Books: How Time Passes
(2 of 6)
The story jumps ahead, like the bumping minute hand of a clock, to 1907, 1908, 1910, 1911, 1913, 1914, 1917, 1918, the present. Familiar figures are suddenly there no more; new ones appear; the passage of time is as apparent as in the cinema of a growing plant. In the last scene the whole family have come together in a big informal party. Eleanor, noted now for her rambling tongue and inability to finish a sentence, is over so. Rose, the baby, is stout and deaf. Milly is as fat as her jovial husband, who "swayed from side to side as if his benevolence rolled about in him. He was like an old elephant who may be going to kneel." The once-lovely Kitty is now "one of those well-set-up rather masculine old ladies," and the widow of a Governor-General. Edward is a distinguished old-bachelor scholar. The young people look at the old; the old, who such a short time ago were young, try to remember but find it easier to look at their successors. Before they know it the dawn is in the sky. the party has kept them up all night.
Long before a reader has finished the book he realizes that The Years is well named. It is not so much the story of a particular family as it is the story of how time passesor seems to pass; recursor seems to recur. In Virginia Woolf's plotless pattern there seems to be an inkling, a suggestion, a flash, of what time may mean. The effectiveness of her method, which she has been evolving for 15 years, is that it gives the reader this feeling of being abroad in space and time. The sense of time elapsing which the discontinuous "action" of the story gives is further deepened whenever the clock strikes and the years move on, in scenes that show the seasons changing, day fading into night, night becoming day. These scenes, unlike John Dos Passos' Camera Eye, are described not from the vantage point of an individual but from a point in space somewhere above the world: "The fine rain, the gentle rain, poured equally over the mitred and the bareheaded with an impartiality which suggested that the god of rain, if there were a god, was thinking Let it not be restricted to the very wise, the very great, but let all breathing kind, the munchers and chewers. the ignorant, the unhappy, those who toil in the furnace making innumerable copies of the same pot. those who bore red hot minds through contorted letters, and also Mrs. Jones in the alley, share my bounty."
Into the mind of aged Eleanor, who thinks deeper thoughts than her old, busy, muddled brain can speak, Virginia Woolf puts her final suggestion: "Is there a pattern?'' she asks. "A theme, recurring, like music; half remembered, half foreseen? ... a gigantic pattern, momentarily perceptible?" Nobody answers the question; but the sun. which presumably knows its part in the gigantic pattern, rises.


What you are asked to do: The answer must be every line of the records below that holds the word "Cuit".

Dataset rows describing interfaces:
[Start of section]
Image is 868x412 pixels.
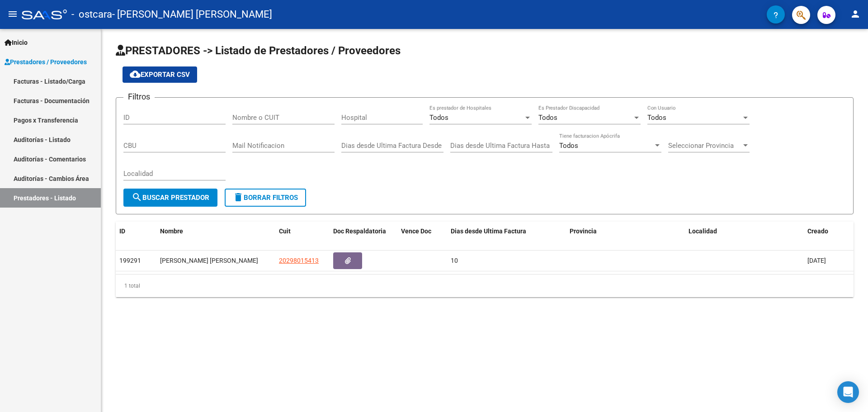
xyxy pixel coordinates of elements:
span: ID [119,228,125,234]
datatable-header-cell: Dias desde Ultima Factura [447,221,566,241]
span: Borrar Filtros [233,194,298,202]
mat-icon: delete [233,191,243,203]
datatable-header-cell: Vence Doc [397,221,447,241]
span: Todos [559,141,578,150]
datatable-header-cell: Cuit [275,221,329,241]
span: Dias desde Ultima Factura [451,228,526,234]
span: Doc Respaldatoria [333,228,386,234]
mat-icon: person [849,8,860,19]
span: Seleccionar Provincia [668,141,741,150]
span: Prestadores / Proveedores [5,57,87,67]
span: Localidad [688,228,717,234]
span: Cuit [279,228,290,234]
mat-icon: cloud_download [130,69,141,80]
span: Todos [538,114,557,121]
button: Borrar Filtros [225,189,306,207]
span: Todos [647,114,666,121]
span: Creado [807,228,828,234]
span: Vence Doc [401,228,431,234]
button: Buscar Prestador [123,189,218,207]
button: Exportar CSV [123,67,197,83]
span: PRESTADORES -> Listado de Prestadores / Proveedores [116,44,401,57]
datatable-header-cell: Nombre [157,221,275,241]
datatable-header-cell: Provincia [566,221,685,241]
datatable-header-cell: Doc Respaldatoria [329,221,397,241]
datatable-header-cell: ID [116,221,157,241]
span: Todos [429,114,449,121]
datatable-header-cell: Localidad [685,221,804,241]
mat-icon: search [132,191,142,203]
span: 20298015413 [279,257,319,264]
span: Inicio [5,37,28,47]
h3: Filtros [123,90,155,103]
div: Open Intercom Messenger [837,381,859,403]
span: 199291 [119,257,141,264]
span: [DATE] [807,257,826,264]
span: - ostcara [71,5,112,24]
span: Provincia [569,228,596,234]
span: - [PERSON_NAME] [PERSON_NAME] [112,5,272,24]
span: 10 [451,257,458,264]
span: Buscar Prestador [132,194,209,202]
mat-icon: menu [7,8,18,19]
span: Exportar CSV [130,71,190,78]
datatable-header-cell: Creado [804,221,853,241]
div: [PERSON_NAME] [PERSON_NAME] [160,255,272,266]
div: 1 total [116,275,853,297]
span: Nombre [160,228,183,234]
[End of section]
[Start of section]
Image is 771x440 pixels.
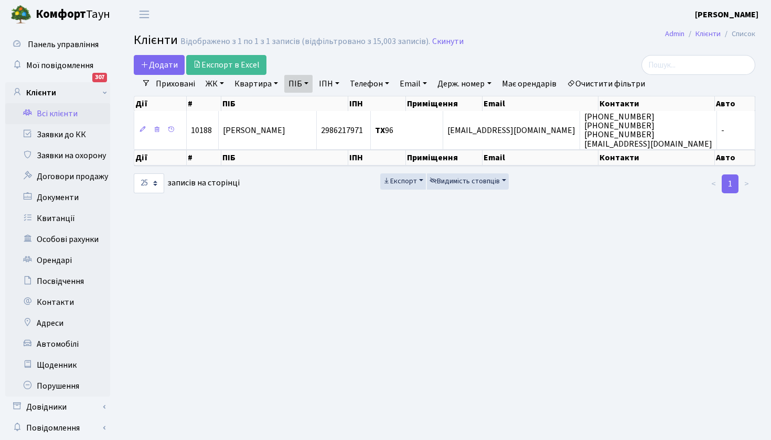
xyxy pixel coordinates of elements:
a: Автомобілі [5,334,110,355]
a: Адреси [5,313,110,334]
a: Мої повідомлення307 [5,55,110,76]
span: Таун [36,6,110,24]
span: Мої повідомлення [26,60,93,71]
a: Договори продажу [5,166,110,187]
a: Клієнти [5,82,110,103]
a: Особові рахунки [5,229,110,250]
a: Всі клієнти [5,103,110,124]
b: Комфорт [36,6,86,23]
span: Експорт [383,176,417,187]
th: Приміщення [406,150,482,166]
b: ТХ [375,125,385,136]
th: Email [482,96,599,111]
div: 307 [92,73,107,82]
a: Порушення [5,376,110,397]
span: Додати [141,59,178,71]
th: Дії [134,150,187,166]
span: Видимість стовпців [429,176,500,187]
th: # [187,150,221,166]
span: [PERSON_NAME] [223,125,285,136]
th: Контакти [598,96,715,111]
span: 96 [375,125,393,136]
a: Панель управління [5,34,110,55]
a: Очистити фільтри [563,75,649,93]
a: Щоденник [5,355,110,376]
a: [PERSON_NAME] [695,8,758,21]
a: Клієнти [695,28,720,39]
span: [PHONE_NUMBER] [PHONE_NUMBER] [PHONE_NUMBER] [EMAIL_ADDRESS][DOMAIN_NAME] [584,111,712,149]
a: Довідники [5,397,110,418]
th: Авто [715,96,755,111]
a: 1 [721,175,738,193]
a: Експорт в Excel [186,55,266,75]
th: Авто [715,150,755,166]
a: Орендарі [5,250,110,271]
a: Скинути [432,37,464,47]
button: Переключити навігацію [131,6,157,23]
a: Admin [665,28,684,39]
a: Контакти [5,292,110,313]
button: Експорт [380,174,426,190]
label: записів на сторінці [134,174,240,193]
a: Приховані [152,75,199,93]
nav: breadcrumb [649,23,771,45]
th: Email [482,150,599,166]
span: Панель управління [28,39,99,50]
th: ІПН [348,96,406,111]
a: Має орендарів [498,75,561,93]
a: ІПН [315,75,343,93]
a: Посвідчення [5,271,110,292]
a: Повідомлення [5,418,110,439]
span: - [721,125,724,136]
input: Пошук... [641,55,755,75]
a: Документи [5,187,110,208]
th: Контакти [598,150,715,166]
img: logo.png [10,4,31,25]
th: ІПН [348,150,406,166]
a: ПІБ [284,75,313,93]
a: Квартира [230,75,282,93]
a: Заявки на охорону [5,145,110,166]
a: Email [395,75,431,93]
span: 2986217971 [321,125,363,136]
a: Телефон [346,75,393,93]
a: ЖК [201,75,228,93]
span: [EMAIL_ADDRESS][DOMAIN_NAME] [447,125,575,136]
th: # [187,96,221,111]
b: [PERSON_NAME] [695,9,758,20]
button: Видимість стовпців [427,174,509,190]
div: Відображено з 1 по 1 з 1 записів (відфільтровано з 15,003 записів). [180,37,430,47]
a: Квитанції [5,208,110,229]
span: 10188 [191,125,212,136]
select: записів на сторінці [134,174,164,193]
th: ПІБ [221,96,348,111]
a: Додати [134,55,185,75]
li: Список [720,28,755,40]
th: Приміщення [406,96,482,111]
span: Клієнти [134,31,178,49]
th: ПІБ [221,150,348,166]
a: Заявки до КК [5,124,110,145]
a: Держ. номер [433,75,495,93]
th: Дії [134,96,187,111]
[End of section]
Result of the exercise:
datatable-header-cell: Cuit [275,221,329,241]
span: Cuit [279,228,290,234]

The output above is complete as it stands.